Saturday, December 26, 2009

Getting Bluetooth A2DP to work in Mandriva 2010

One of the grips I've always had with KDE4 is it's rather poor bluetooth integration. For most of 2008 and 09, I've tried in vain to make my really nice bluetooth stereo headphones to work on Linux. I started to see a glimpse of it in 2009.1 where it would work for 2 minutes before crashing pulseaudio.

Now with 2010 out I decided to give it another go. Finding instructions for doing it is not particularly easy. There is no single place that provided something that will just work on Mandriva. So I decided to document my steps here.

Lets start with the require packages you will need to install.
kbluetooth
bluez
bluez-alsa
pulseaudio-module-bluetooth
*There's much more, but they should already be installed.
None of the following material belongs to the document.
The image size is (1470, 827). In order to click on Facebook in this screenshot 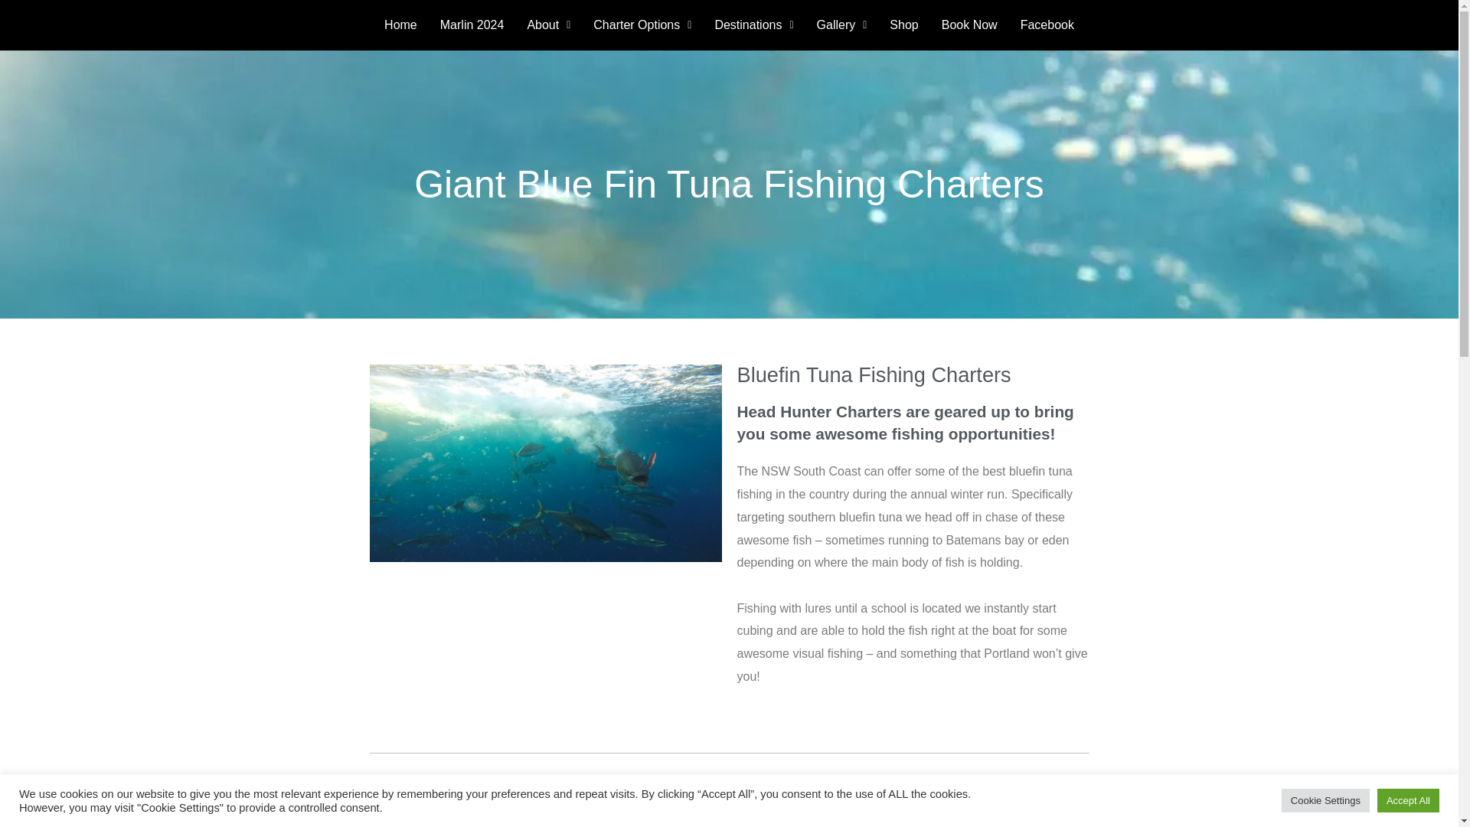, I will do `click(1048, 25)`.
Start kbluetooth (it's somehow under the Internet category)
Make sure your bluetooth adapter is detected & showing a MAC address. Give it a sensible name.
The kbluetooth device manager gui only works for input devices. So don't bother trying to pair the headphones with it. We'll need to do it from a konsole.

Put you bluetooth headphones into pairing mode. (usually done by holding the power button until it blinks) Then do this:
$ hcitool scan

This should discover your headphones and list it's MAC address. Now connect to the MAC. (seems like only root can do these steps)
# hcitool cc 00:00:00:00:00:00

kbluetooth should now popup and request for the pin. (It's usually 0000)
Now lock down the pairing:
# hcitool auth 00:00:00:00:00:00

That's it for pairing. Now we need to tell alsa about the new audio device. Open up the file .asoundrc in your home directory (create it if it's not there), and put this in it:

pcm.bluetooth {
type bluetooth
device "00:00:00:00:00:00"
}

Replace with the MAC address of your headphones of course.

Now you need to reboot. Next you'll need to tell pulseaudio about your new output device.

$ pactl load-module module-alsa-sink device="bluetooth"

Now open the PulseAudio Volume Control. (pavucontrol) You should see bluetooth listed as another output device. You can now make it the default or you could assign the output device on a per application basis.

Now, the part the sucks. Pulseaudio will not remember these setting across reboots, you will need to rerun the pactl command everytime you want to use the headphones. One easy way to do this is to put an icon on the panel to run the command.

Another thing to be aware of is if you are playing something & you disconnect the headphones somehow, pulseaudio will segfault. So remember to stop playback and switch the default output back to your soundcard before turning off your headphones.